Lewis musician and composer Iain Morrison letting loose on the pipes.

http://www.iainmorrisonmusic.com/

Hebricana

September 3, 2011 § Leave a Comment

Mata Macdonald was born and raised in my hometown of Stornoway.

His music is a blend of Americana, Country, and Folk, as well as Celtic influences. The majority of his songs are inspired by the people and the culture in which he was brought up in.

Mata has been writing songs since he was 15 years old, however it’s only now that he has appeared from the woodwork, thanks to some recording time at the wee recording studios, run by Keith Morrison.

This recording time had brought forth a new 5 song EP called Hebricana which was launched this week.

Available on iTunes now. Go forth, support a fine local musician and enjoy the music.

Meantime here’s one of his tracks not on the EP…

http://www.myspace.com/matamacdonald

HTR Film

August 17, 2011 § 2 Comments

From The Land

August 16, 2011 § 1 Comment

The current An Lanntair exhibition by photographer Ian Lawson blends his photographic talent with the people, landscapes and unique Harris Tweed cloth created in the Western Isles.

Ian’s book ‘From the Land’, from which the idea for this exhibition was born, will be published later in the year and contains Ian’s personal and intimate portrait of the Hebrides and the people and places connected with the production of its iconic textile.

If you’re in Stornoway don’t miss the opportunity to preview the work. We saw it last month in the midst of live music and bubbly (it wasn’t even the official opening so gawd knows what was going on) and loved it.

It’s unashamedly romantic, something that generally goes against my island-focussed world view, all ruddy faced locals and wind-through-the heather beauty, but even this cynical cove found it chiming chord after chord.
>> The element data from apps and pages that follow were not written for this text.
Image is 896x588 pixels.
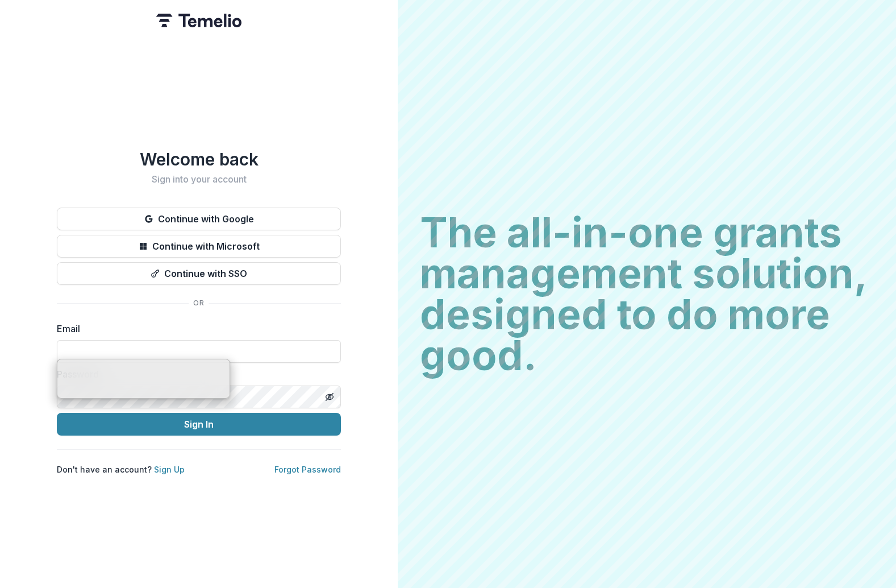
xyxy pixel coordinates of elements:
[57,262,341,285] button: Continue with SSO
[57,208,341,230] button: Continue with Google
[154,464,185,474] a: Sign Up
[321,388,339,406] button: Toggle password visibility
[57,149,341,170] h1: Welcome back
[57,322,334,336] label: Email
[275,464,341,474] a: Forgot Password
[57,174,341,185] h2: Sign into your account
[57,463,185,475] p: Don't have an account?
[57,412,341,435] button: Sign In
[57,234,341,258] button: Continue with Microsoft
[156,13,242,28] img: Temelio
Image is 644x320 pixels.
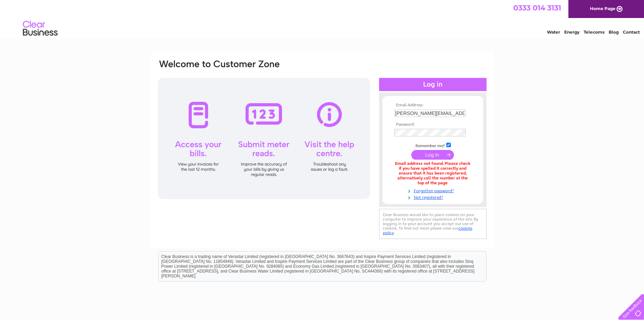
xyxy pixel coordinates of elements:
[393,142,473,149] td: Remember me?
[383,226,473,235] a: cookies policy
[584,29,604,35] a: Telecoms
[393,122,473,127] th: Password:
[514,3,561,12] a: 0333 014 3131
[159,4,486,34] div: Clear Business is a trading name of Verastar Limited (registered in [GEOGRAPHIC_DATA] No. 3667643...
[623,29,640,35] a: Contact
[395,194,473,200] a: Not registered?
[547,29,560,35] a: Water
[565,29,580,35] a: Energy
[609,29,619,35] a: Blog
[411,150,454,160] input: Submit
[395,162,471,185] div: Email address not found. Please check if you have spelled it correctly and ensure that it has bee...
[393,103,473,108] th: Email Address:
[379,209,486,239] div: Clear Business would like to place cookies on your computer to improve your experience of the sit...
[395,187,473,194] a: Forgotten password?
[22,18,58,39] img: logo.png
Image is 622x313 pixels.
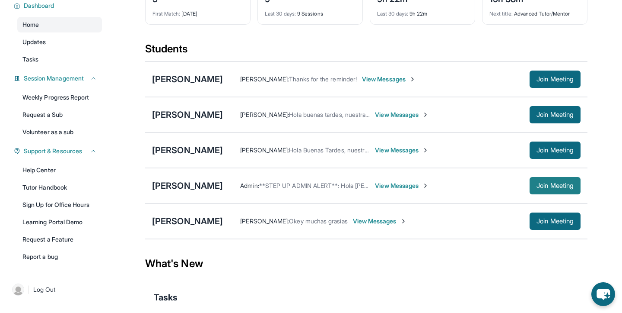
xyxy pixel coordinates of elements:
[17,34,102,50] a: Updates
[490,5,580,17] div: Advanced Tutor/Mentor
[530,106,581,123] button: Join Meeting
[422,182,429,189] img: Chevron-Right
[17,162,102,178] a: Help Center
[152,144,223,156] div: [PERSON_NAME]
[153,10,180,17] span: First Match :
[17,179,102,195] a: Tutor Handbook
[592,282,615,306] button: chat-button
[33,285,56,293] span: Log Out
[152,73,223,85] div: [PERSON_NAME]
[375,146,429,154] span: View Messages
[537,77,574,82] span: Join Meeting
[377,5,468,17] div: 9h 22m
[17,214,102,230] a: Learning Portal Demo
[265,5,356,17] div: 9 Sessions
[400,217,407,224] img: Chevron-Right
[28,284,30,294] span: |
[537,112,574,117] span: Join Meeting
[265,10,296,17] span: Last 30 days :
[145,244,588,282] div: What's New
[20,1,97,10] button: Dashboard
[422,111,429,118] img: Chevron-Right
[240,146,289,153] span: [PERSON_NAME] :
[22,38,46,46] span: Updates
[353,217,407,225] span: View Messages
[377,10,408,17] span: Last 30 days :
[240,75,289,83] span: [PERSON_NAME] :
[362,75,416,83] span: View Messages
[24,74,84,83] span: Session Management
[17,197,102,212] a: Sign Up for Office Hours
[17,17,102,32] a: Home
[490,10,513,17] span: Next title :
[530,177,581,194] button: Join Meeting
[22,55,38,64] span: Tasks
[289,75,357,83] span: Thanks for the reminder!
[24,147,82,155] span: Support & Resources
[12,283,24,295] img: user-img
[17,51,102,67] a: Tasks
[152,108,223,121] div: [PERSON_NAME]
[537,183,574,188] span: Join Meeting
[154,291,178,303] span: Tasks
[530,212,581,230] button: Join Meeting
[17,107,102,122] a: Request a Sub
[22,20,39,29] span: Home
[409,76,416,83] img: Chevron-Right
[20,147,97,155] button: Support & Resources
[17,124,102,140] a: Volunteer as a sub
[375,110,429,119] span: View Messages
[375,181,429,190] span: View Messages
[240,182,259,189] span: Admin :
[289,217,348,224] span: Okey muchas grasias
[17,231,102,247] a: Request a Feature
[240,217,289,224] span: [PERSON_NAME] :
[24,1,54,10] span: Dashboard
[9,280,102,299] a: |Log Out
[153,5,243,17] div: [DATE]
[537,218,574,223] span: Join Meeting
[530,70,581,88] button: Join Meeting
[537,147,574,153] span: Join Meeting
[20,74,97,83] button: Session Management
[17,89,102,105] a: Weekly Progress Report
[17,249,102,264] a: Report a bug
[145,42,588,61] div: Students
[289,146,457,153] span: Hola Buenas Tardes, nuestra junta comenzará en 30 minutos!
[152,179,223,191] div: [PERSON_NAME]
[240,111,289,118] span: [PERSON_NAME] :
[530,141,581,159] button: Join Meeting
[152,215,223,227] div: [PERSON_NAME]
[422,147,429,153] img: Chevron-Right
[289,111,463,118] span: Hola buenas tardes, nuestra reunión comenzará en 30 minutos.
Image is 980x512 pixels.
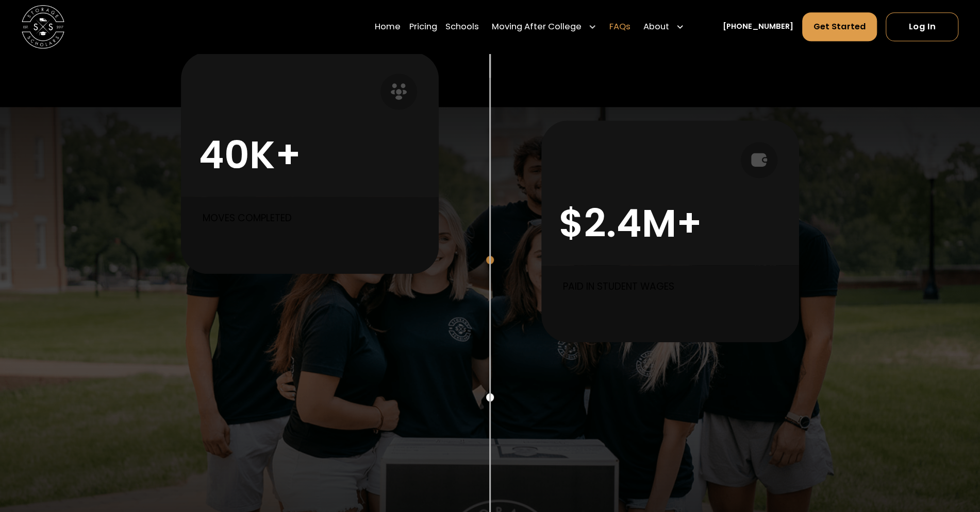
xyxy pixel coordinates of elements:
[375,12,401,42] a: Home
[491,21,581,34] div: Moving After College
[722,21,793,32] a: [PHONE_NUMBER]
[202,211,422,225] p: Moves completed
[199,132,301,178] div: 40K+
[644,21,669,34] div: About
[22,5,64,48] img: Storage Scholars main logo
[445,12,479,42] a: Schools
[488,12,601,42] div: Moving After College
[639,12,689,42] div: About
[409,12,437,42] a: Pricing
[886,13,958,41] a: Log In
[563,280,782,294] p: Paid in Student Wages
[559,201,702,247] div: $2.4M+
[802,13,877,41] a: Get Started
[609,12,630,42] a: FAQs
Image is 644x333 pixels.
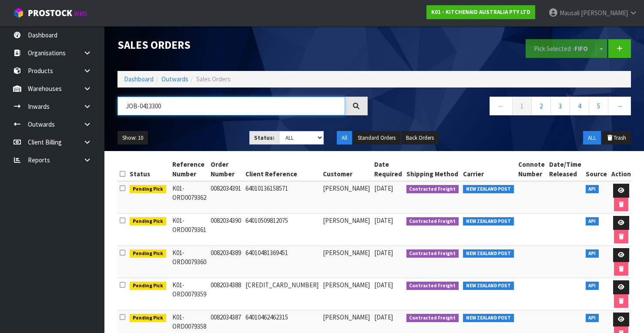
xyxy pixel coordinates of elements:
[407,281,459,290] span: Contracted Freight
[463,281,514,290] span: NEW ZEALAND POST
[526,39,596,58] button: Pick Selected -FIFO
[170,214,208,246] td: K01-ORD0079361
[547,157,584,181] th: Date/Time Released
[463,314,514,322] span: NEW ZEALAND POST
[463,217,514,226] span: NEW ZEALAND POST
[124,75,154,83] a: Dashboard
[550,97,570,115] a: 3
[170,157,208,181] th: Reference Number
[586,249,599,258] span: API
[381,97,631,118] nav: Page navigation
[130,281,166,290] span: Pending Pick
[609,157,633,181] th: Action
[608,97,631,115] a: →
[321,278,372,310] td: [PERSON_NAME]
[512,97,532,115] a: 1
[353,131,400,145] button: Standard Orders
[570,97,589,115] a: 4
[128,157,170,181] th: Status
[586,185,599,194] span: API
[321,157,372,181] th: Customer
[196,75,230,83] span: Sales Orders
[516,157,547,181] th: Connote Number
[372,157,404,181] th: Date Required
[574,44,588,53] strong: FIFO
[170,278,208,310] td: K01-ORD0079359
[208,157,243,181] th: Order Number
[321,181,372,214] td: [PERSON_NAME]
[321,246,372,278] td: [PERSON_NAME]
[586,281,599,290] span: API
[374,217,393,225] span: [DATE]
[118,97,345,115] input: Search sales orders
[243,157,321,181] th: Client Reference
[531,97,551,115] a: 2
[130,249,166,258] span: Pending Pick
[407,217,459,226] span: Contracted Freight
[586,217,599,226] span: API
[170,181,208,214] td: K01-ORD0079362
[161,75,188,83] a: Outwards
[28,8,72,19] span: ProStock
[130,185,166,194] span: Pending Pick
[118,131,148,145] button: Show: 10
[170,246,208,278] td: K01-ORD0079360
[588,97,608,115] a: 5
[463,249,514,258] span: NEW ZEALAND POST
[463,185,514,194] span: NEW ZEALAND POST
[130,217,166,226] span: Pending Pick
[404,157,462,181] th: Shipping Method
[374,184,393,193] span: [DATE]
[584,157,609,181] th: Source
[374,313,393,321] span: [DATE]
[321,214,372,246] td: [PERSON_NAME]
[130,314,166,322] span: Pending Pick
[337,131,352,145] button: All
[13,8,24,18] img: cube-alt.png
[208,181,243,214] td: 0082034391
[426,5,535,19] a: K01 - KITCHENAID AUSTRALIA PTY LTD
[407,185,459,194] span: Contracted Freight
[583,131,601,145] button: ALL
[208,246,243,278] td: 0082034389
[208,278,243,310] td: 0082034388
[243,214,321,246] td: 64010509812075
[374,249,393,257] span: [DATE]
[431,8,531,16] strong: K01 - KITCHENAID AUSTRALIA PTY LTD
[461,157,516,181] th: Carrier
[581,9,628,17] span: [PERSON_NAME]
[243,246,321,278] td: 64010481369451
[586,314,599,322] span: API
[243,181,321,214] td: 64010136158571
[407,249,459,258] span: Contracted Freight
[243,278,321,310] td: [CREDIT_CARD_NUMBER]
[374,281,393,289] span: [DATE]
[254,134,274,142] strong: Status:
[74,9,88,18] small: WMS
[118,39,368,52] h1: Sales Orders
[602,131,631,145] button: Trash
[490,97,512,115] a: ←
[208,214,243,246] td: 0082034390
[401,131,439,145] button: Back Orders
[407,314,459,322] span: Contracted Freight
[560,9,580,17] span: Mausali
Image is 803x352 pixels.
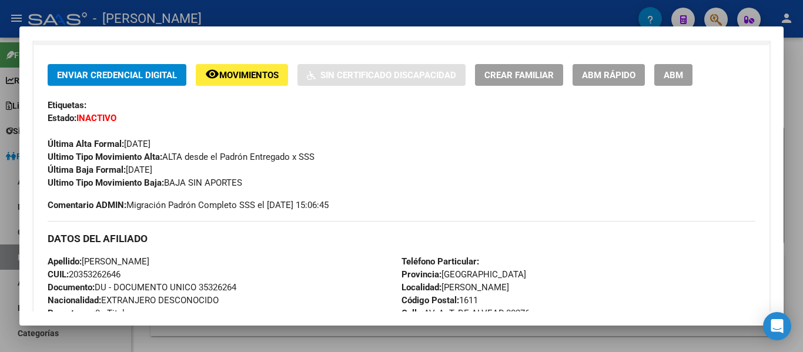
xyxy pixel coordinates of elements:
button: Crear Familiar [475,64,563,86]
strong: Apellido: [48,256,82,267]
button: ABM Rápido [573,64,645,86]
strong: Teléfono Particular: [402,256,479,267]
span: Migración Padrón Completo SSS el [DATE] 15:06:45 [48,199,329,212]
span: Movimientos [219,70,279,81]
strong: Calle: [402,308,424,319]
button: ABM [655,64,693,86]
strong: Última Alta Formal: [48,139,124,149]
strong: CUIL: [48,269,69,280]
button: Sin Certificado Discapacidad [298,64,466,86]
span: Enviar Credencial Digital [57,70,177,81]
span: Crear Familiar [485,70,554,81]
span: AV. A. T. DE ALVEAR 00276 [402,308,530,319]
span: ABM [664,70,683,81]
strong: Localidad: [402,282,442,293]
span: [DATE] [48,139,151,149]
span: [DATE] [48,165,152,175]
span: 20353262646 [48,269,121,280]
span: DU - DOCUMENTO UNICO 35326264 [48,282,236,293]
span: [PERSON_NAME] [402,282,509,293]
mat-icon: remove_red_eye [205,67,219,81]
div: Open Intercom Messenger [763,312,792,341]
strong: Ultimo Tipo Movimiento Baja: [48,178,164,188]
span: ABM Rápido [582,70,636,81]
span: [PERSON_NAME] [48,256,149,267]
strong: Documento: [48,282,95,293]
strong: Nacionalidad: [48,295,101,306]
span: 0 - Titular [48,308,132,319]
span: BAJA SIN APORTES [48,178,242,188]
span: ALTA desde el Padrón Entregado x SSS [48,152,315,162]
button: Enviar Credencial Digital [48,64,186,86]
button: Movimientos [196,64,288,86]
strong: Código Postal: [402,295,459,306]
strong: Provincia: [402,269,442,280]
strong: Parentesco: [48,308,95,319]
strong: Comentario ADMIN: [48,200,126,211]
strong: INACTIVO [76,113,116,124]
span: [GEOGRAPHIC_DATA] [402,269,526,280]
span: EXTRANJERO DESCONOCIDO [48,295,219,306]
h3: DATOS DEL AFILIADO [48,232,756,245]
strong: Etiquetas: [48,100,86,111]
span: 1611 [402,295,478,306]
span: Sin Certificado Discapacidad [321,70,456,81]
strong: Última Baja Formal: [48,165,126,175]
strong: Ultimo Tipo Movimiento Alta: [48,152,162,162]
strong: Estado: [48,113,76,124]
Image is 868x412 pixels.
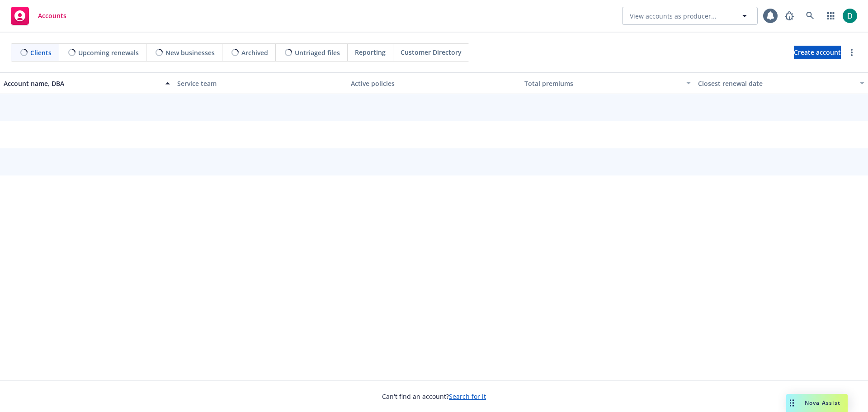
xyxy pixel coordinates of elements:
[525,79,681,88] div: Total premiums
[382,391,486,401] span: Can't find an account?
[241,48,268,57] span: Archived
[177,79,343,88] div: Service team
[780,7,799,25] a: Report a Bug
[449,392,486,401] a: Search for it
[38,12,67,19] span: Accounts
[7,3,70,28] a: Accounts
[622,7,758,25] button: View accounts as producer...
[355,47,386,57] span: Reporting
[787,394,848,412] button: Nova Assist
[698,79,855,88] div: Closest renewal date
[166,48,215,57] span: New businesses
[843,8,857,23] img: photo
[794,44,841,61] span: Create account
[79,48,139,57] span: Upcoming renewals
[173,72,348,94] button: Service team
[822,7,840,25] a: Switch app
[521,72,695,94] button: Total premiums
[4,79,160,88] div: Account name, DBA
[805,399,840,406] span: Nova Assist
[351,79,518,88] div: Active policies
[30,48,52,57] span: Clients
[401,47,462,57] span: Customer Directory
[787,394,798,412] div: Drag to move
[695,72,868,94] button: Closest renewal date
[630,11,716,21] span: View accounts as producer...
[801,7,819,25] a: Search
[348,72,521,94] button: Active policies
[295,48,340,57] span: Untriaged files
[794,46,841,59] a: Create account
[847,47,857,58] a: more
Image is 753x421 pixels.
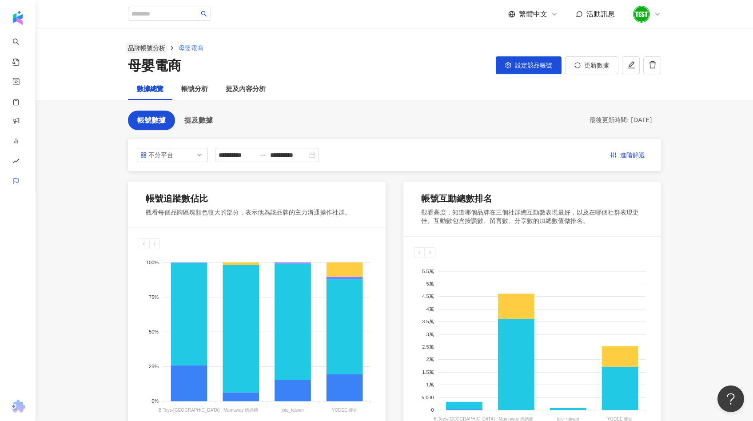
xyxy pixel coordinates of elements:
a: 品牌帳號分析 [126,43,167,53]
iframe: Help Scout Beacon - Open [717,386,744,412]
span: 進階篩選 [620,148,645,163]
tspan: B.Toys-[GEOGRAPHIC_DATA] [158,408,219,413]
tspan: 4萬 [426,306,433,312]
span: 帳號數據 [137,116,166,124]
span: delete [648,61,656,69]
tspan: 1.5萬 [422,370,433,375]
a: search [12,32,30,67]
img: chrome extension [9,400,27,414]
span: 設定競品帳號 [515,62,552,69]
img: unnamed.png [633,6,650,23]
tspan: 3萬 [426,332,433,337]
button: 更新數據 [565,56,618,74]
tspan: 75% [149,294,159,300]
tspan: 25% [149,364,159,369]
div: 觀看每個品牌區塊顏色較大的部分，表示他為該品牌的主力溝通操作社群。 [146,208,351,217]
div: 帳號追蹤數佔比 [146,192,208,205]
span: sync [574,62,580,68]
span: 繁體中文 [519,9,547,19]
div: 提及內容分析 [226,84,266,95]
span: 母嬰電商 [179,44,203,52]
span: 更新數據 [584,62,609,69]
tspan: YODEE 優迪 [331,408,357,413]
div: 帳號分析 [181,84,208,95]
span: to [259,151,266,159]
tspan: 3.5萬 [422,319,433,324]
tspan: 5.5萬 [422,269,433,274]
button: 設定競品帳號 [496,56,561,74]
div: 觀看高度，知道哪個品牌在三個社群總互動數表現最好，以及在哪個社群表現更佳。互動數包含按讚數、留言數、分享數的加總數值做排名。 [421,208,643,226]
div: 數據總覽 [137,84,163,95]
tspan: 4.5萬 [422,294,433,299]
div: 不分平台 [148,148,177,162]
button: 帳號數據 [128,111,175,130]
tspan: 5,000 [421,395,434,400]
button: 提及數據 [175,111,222,130]
tspan: 50% [149,329,159,334]
span: edit [627,61,635,69]
tspan: 100% [146,260,159,265]
div: 最後更新時間: [DATE] [589,116,652,125]
img: logo icon [11,11,25,25]
span: rise [12,152,20,172]
span: swap-right [259,151,266,159]
tspan: 2.5萬 [422,344,433,350]
span: search [201,11,207,17]
span: setting [505,62,511,68]
tspan: 2萬 [426,357,433,362]
div: 母嬰電商 [128,56,181,75]
tspan: 5萬 [426,281,433,286]
tspan: 0% [151,398,159,404]
span: 活動訊息 [586,10,615,18]
span: 提及數據 [184,116,213,124]
tspan: 1萬 [426,382,433,387]
tspan: joie_taiwan [281,408,303,413]
div: 帳號互動總數排名 [421,192,492,205]
button: 進階篩選 [603,148,652,162]
tspan: 0 [431,407,433,413]
tspan: Mamaway 媽媽餵 [223,408,258,413]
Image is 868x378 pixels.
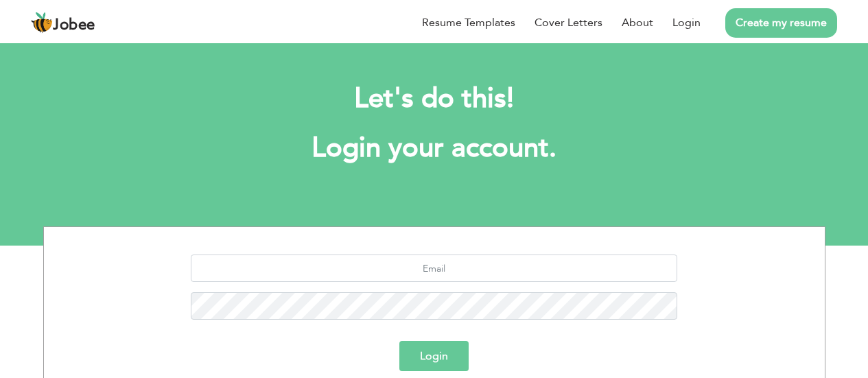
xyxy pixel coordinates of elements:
button: Login [399,341,469,371]
a: Cover Letters [534,14,603,31]
a: Login [672,14,701,31]
a: Jobee [31,12,96,33]
h2: Let's do this! [64,81,805,116]
a: Create my resume [725,8,837,37]
a: Resume Templates [422,14,515,31]
a: About [622,14,653,31]
input: Email [191,255,677,282]
span: Jobee [53,18,96,33]
h1: Login your account. [64,131,805,166]
img: jobee.io [31,12,53,33]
Some things you simply can’t photoshop and while the island and weavers aren’t always of these images’ ilk, the photographs are not shot through a dishonest filter.

The images are quite breathtaking at times and the innate link between colour, patterns and texture of the Clo are cleverly linked to the island and its natural world. For some reason the herringbone diptych is particularly striking for me.

So go see it if you can, and if you can’t hold tight for the book. It’s a keeper.